Environment & Energy
In reply to the discussion: Intermittency Of Renewables?… Not So Much [View all]wercal
(1,370 posts)"Remember, there are 200+ million registered light duty passenger vehicles in the US and at any given time and they are parked 20+ hours per day. You can play with the amount of available power at different penetrations of EVs and differing levels of participation to see what you come up with. For purposes of electric policy, as I recall, if 5% of an electric fleet is participating, any stability problems associated with a distributed generation grid is largely eliminated."

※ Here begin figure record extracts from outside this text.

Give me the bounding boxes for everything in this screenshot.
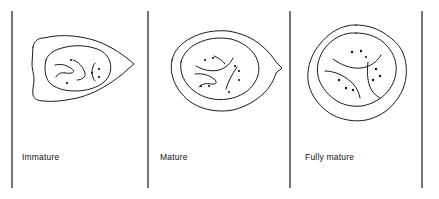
granule xyxy=(91,72,93,74)
granule xyxy=(66,82,68,84)
chromatin-squiggle-fully-mature-2 xyxy=(325,71,360,98)
panel-label-immature: Immature xyxy=(22,152,60,162)
granule xyxy=(238,70,240,72)
granule xyxy=(212,57,214,59)
chromatin-squiggle-mature-4 xyxy=(214,56,225,64)
granule xyxy=(338,79,340,81)
inner-nucleus-fully-mature xyxy=(317,33,396,106)
granule xyxy=(70,59,72,61)
granule xyxy=(234,65,236,67)
chromatin-squiggle-fully-mature-1 xyxy=(333,55,381,68)
granule xyxy=(379,75,381,77)
granule xyxy=(345,87,347,89)
panel-label-mature: Mature xyxy=(160,152,188,162)
panel-mature-drawing xyxy=(171,31,282,111)
granule xyxy=(228,91,230,93)
cell-maturation-figure: Immature Mature Fully mature xyxy=(0,0,439,199)
chromatin-squiggle-mature-2 xyxy=(195,74,216,87)
chromatin-squiggle-immature-1 xyxy=(55,64,74,77)
granule xyxy=(360,50,362,52)
granule xyxy=(200,85,202,87)
chromatin-squiggle-immature-2 xyxy=(73,60,85,80)
granule xyxy=(204,59,206,61)
granule xyxy=(98,76,100,78)
inner-nucleus-immature xyxy=(45,46,111,91)
granule xyxy=(238,79,240,81)
granule xyxy=(375,68,377,70)
chromatin-squiggle-immature-3 xyxy=(92,63,95,81)
granule xyxy=(365,56,367,58)
panel-immature-drawing xyxy=(32,36,134,102)
granule xyxy=(208,85,210,87)
chromatin-squiggle-mature-3 xyxy=(226,67,237,89)
granule xyxy=(352,89,354,91)
panel-fully-mature-drawing xyxy=(308,25,407,121)
chromatin-squiggle-mature-1 xyxy=(196,58,233,71)
granule xyxy=(98,68,100,70)
granule xyxy=(351,51,353,53)
figure-canvas xyxy=(0,0,439,199)
inner-nucleus-mature xyxy=(181,38,259,100)
granule xyxy=(372,79,374,81)
panel-label-fully-mature: Fully mature xyxy=(305,152,354,162)
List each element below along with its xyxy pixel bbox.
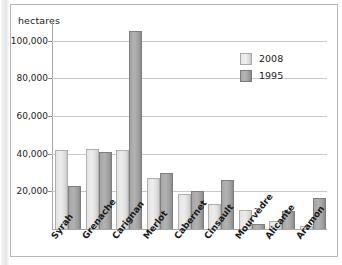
y-tick-mark (48, 41, 52, 42)
y-axis-line (52, 22, 53, 230)
legend-label-2008: 2008 (259, 53, 283, 64)
bar-chart-figure: hectares 2008 1995 20,00040,00060,00080,… (0, 0, 342, 265)
y-tick-label: 60,000 (17, 111, 49, 121)
y-tick-mark (48, 116, 52, 117)
legend-item-1995[interactable]: 1995 (240, 67, 320, 84)
y-tick-mark (48, 191, 52, 192)
legend-swatch-icon-1995 (240, 70, 252, 82)
legend-item-2008[interactable]: 2008 (240, 50, 320, 67)
y-tick-label: 40,000 (17, 149, 49, 159)
bar-group (55, 22, 81, 229)
chart-legend: 2008 1995 (240, 50, 320, 84)
y-tick-mark (48, 154, 52, 155)
bar-1995-carignan[interactable] (129, 31, 142, 229)
y-tick-label: 80,000 (17, 73, 49, 83)
y-tick-mark (48, 78, 52, 79)
y-tick-label: 100,000 (11, 36, 48, 46)
bar-group (208, 22, 234, 229)
legend-swatch-icon-2008 (240, 53, 252, 65)
page-edge-strip (0, 0, 9, 265)
bar-group (116, 22, 142, 229)
y-tick-label: 20,000 (17, 186, 49, 196)
bar-group (147, 22, 173, 229)
legend-label-1995: 1995 (259, 70, 283, 81)
bar-1995-mourvèdre[interactable] (252, 224, 265, 229)
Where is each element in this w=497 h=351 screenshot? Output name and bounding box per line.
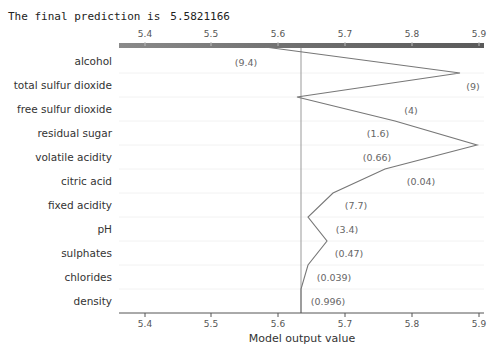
top-tick-label: 5.8 [405,29,420,39]
feature-label: pH [97,223,112,235]
feature-value-label: (9) [466,81,479,92]
feature-labels: alcohol total sulfur dioxide free sulfur… [14,55,113,307]
feature-label: chlorides [64,271,112,283]
feature-value-label: (3.4) [336,224,359,235]
feature-label: fixed acidity [48,199,112,211]
bottom-tick-label: 5.9 [472,319,487,329]
feature-value-label: (0.04) [407,176,436,187]
feature-value-label: (0.66) [363,152,392,163]
x-axis-title: Model output value [249,332,356,345]
bottom-tick-label: 5.7 [338,319,352,329]
bottom-axis: 5.4 5.5 5.6 5.7 5.8 5.9 Model output val… [119,313,486,345]
feature-label: density [74,295,113,307]
top-tick-label: 5.4 [138,29,153,39]
decision-path-line [265,47,477,313]
feature-value-label: (4) [404,105,417,116]
feature-label: free sulfur dioxide [17,103,112,115]
feature-value-label: (7.7) [345,200,368,211]
feature-label: total sulfur dioxide [14,79,112,91]
feature-label: residual sugar [38,127,113,139]
top-tick-label: 5.7 [338,29,352,39]
feature-value-label: (1.6) [367,128,390,139]
feature-label: citric acid [61,175,112,187]
feature-value-label: (9.4) [235,57,258,68]
decision-plot: 5.4 5.5 5.6 5.7 5.8 5.9 alcohol tota [0,0,497,351]
top-color-bar [119,43,484,48]
feature-label: volatile acidity [35,151,112,163]
bottom-tick-label: 5.4 [138,319,153,329]
bottom-tick-label: 5.6 [271,319,286,329]
top-tick-label: 5.6 [271,29,286,39]
feature-value-label: (0.996) [311,296,346,307]
top-tick-label: 5.5 [204,29,218,39]
feature-value-label: (0.47) [335,248,364,259]
top-tick-label: 5.9 [472,29,487,39]
feature-value-label: (0.039) [317,272,352,283]
bottom-tick-label: 5.8 [405,319,420,329]
feature-label: alcohol [74,55,112,67]
feature-label: sulphates [61,247,112,259]
bottom-tick-label: 5.5 [204,319,218,329]
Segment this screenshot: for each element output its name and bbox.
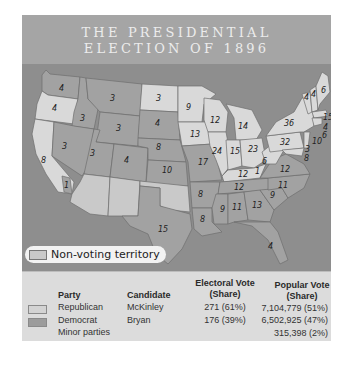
state-nm [108,177,140,216]
header-electoral-line2: (Share) [185,289,265,299]
svg-text:36: 36 [284,119,294,128]
non-voting-legend: Non-voting territory [25,246,166,263]
svg-text:9: 9 [220,205,225,214]
svg-text:4: 4 [124,156,129,165]
svg-text:9: 9 [270,191,275,200]
row-republican-candidate: McKinley [127,302,164,312]
header-candidate: Candidate [127,290,171,300]
us-map-svg: 4 4 8 1 3 3 3 3 3 4 3 4 8 10 15 9 13 17 … [22,64,331,271]
row-minor-party: Minor parties [58,327,110,337]
results-table: Party Candidate Electoral Vote (Share) P… [22,271,331,341]
svg-text:15: 15 [158,225,168,234]
svg-text:32: 32 [280,138,290,147]
svg-text:4: 4 [155,119,160,128]
svg-text:3: 3 [110,94,115,103]
title-line-2: ELECTION OF 1896 [22,41,331,57]
header-popular-line2: (Share) [262,291,342,301]
us-map: 4 4 8 1 3 3 3 3 3 4 3 4 8 10 15 9 13 17 … [22,64,331,271]
svg-text:4: 4 [59,84,64,93]
svg-text:11: 11 [278,181,288,190]
svg-text:10: 10 [162,166,172,175]
header-popular-line1: Popular Vote [262,280,342,290]
election-map-figure: THE PRESIDENTIAL ELECTION OF 1896 [22,15,331,340]
svg-text:8: 8 [41,156,46,165]
svg-text:3: 3 [116,124,121,133]
svg-text:6: 6 [322,131,327,140]
svg-text:24: 24 [212,147,222,156]
svg-text:14: 14 [238,122,248,131]
republican-swatch [28,305,47,314]
row-democrat-party: Democrat [58,315,97,325]
row-democrat-candidate: Bryan [127,315,151,325]
svg-text:13: 13 [190,130,200,139]
svg-text:8: 8 [304,154,309,163]
state-ct [312,118,322,126]
header-party: Party [58,290,81,300]
svg-text:1: 1 [64,181,69,190]
state-wi [204,98,228,132]
svg-text:12: 12 [280,165,290,174]
title-line-1: THE PRESIDENTIAL [22,15,331,41]
svg-text:3: 3 [62,142,67,151]
svg-text:8: 8 [156,143,161,152]
svg-text:3: 3 [156,94,161,103]
svg-text:13: 13 [252,201,262,210]
svg-text:6: 6 [321,86,326,95]
non-voting-label: Non-voting territory [51,248,160,261]
svg-text:12: 12 [210,116,220,125]
svg-text:4: 4 [304,93,309,102]
state-az [70,174,110,216]
svg-text:4: 4 [268,242,273,251]
svg-text:12: 12 [238,170,248,179]
row-republican-party: Republican [58,302,103,312]
svg-text:17: 17 [198,158,209,167]
svg-text:4: 4 [52,104,57,113]
non-voting-swatch [29,250,47,260]
state-fl [234,222,288,264]
svg-text:3: 3 [90,149,95,158]
svg-text:8: 8 [198,190,203,199]
svg-text:10: 10 [312,137,322,146]
svg-text:3: 3 [305,145,310,154]
svg-text:6: 6 [262,157,267,166]
row-minor-popular: 315,398 (2%) [244,328,328,338]
svg-text:15: 15 [323,113,331,122]
svg-text:23: 23 [248,145,258,154]
row-republican-popular: 7,104,779 (51%) [244,303,328,313]
svg-text:11: 11 [232,203,242,212]
title-band: THE PRESIDENTIAL ELECTION OF 1896 [22,15,331,64]
row-democrat-popular: 6,502,925 (47%) [244,315,328,325]
svg-text:12: 12 [234,183,244,192]
svg-text:9: 9 [186,103,191,112]
svg-text:4: 4 [311,90,316,99]
svg-text:8: 8 [200,215,205,224]
svg-text:3: 3 [80,114,85,123]
svg-text:1: 1 [255,167,260,176]
svg-text:15: 15 [230,147,240,156]
header-electoral-line1: Electoral Vote [185,278,265,288]
democrat-swatch [28,318,47,327]
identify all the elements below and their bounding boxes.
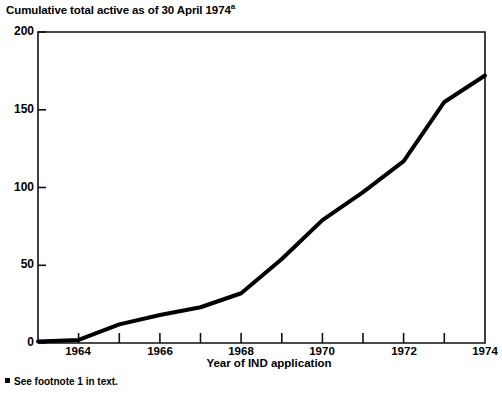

Ok, 5% of 460 million vehicles is 13 million...assume they all are top of the line 85 kwh Teslas that could cycle 4 times in a 20 hour period...that is 4.4 billion kwh.
Our nation uses 3,800 billion kwh a day.
So please explain to me how an energy sink that represents far less than 1% of our daily use makes this statement true:
"For purposes of electric policy, as I recall, if 5% of an electric fleet is participating, any stability problems associated with a distributed generation grid is largely eliminated."
You can't.
Heck, if you assume the entire vehicle fleet is electric, it still represents 2% of our energy use.
I don't think you have any idea of the scale of our electrical system...or any idea of how inefficient battery storage is. But you keep selling the snake oil.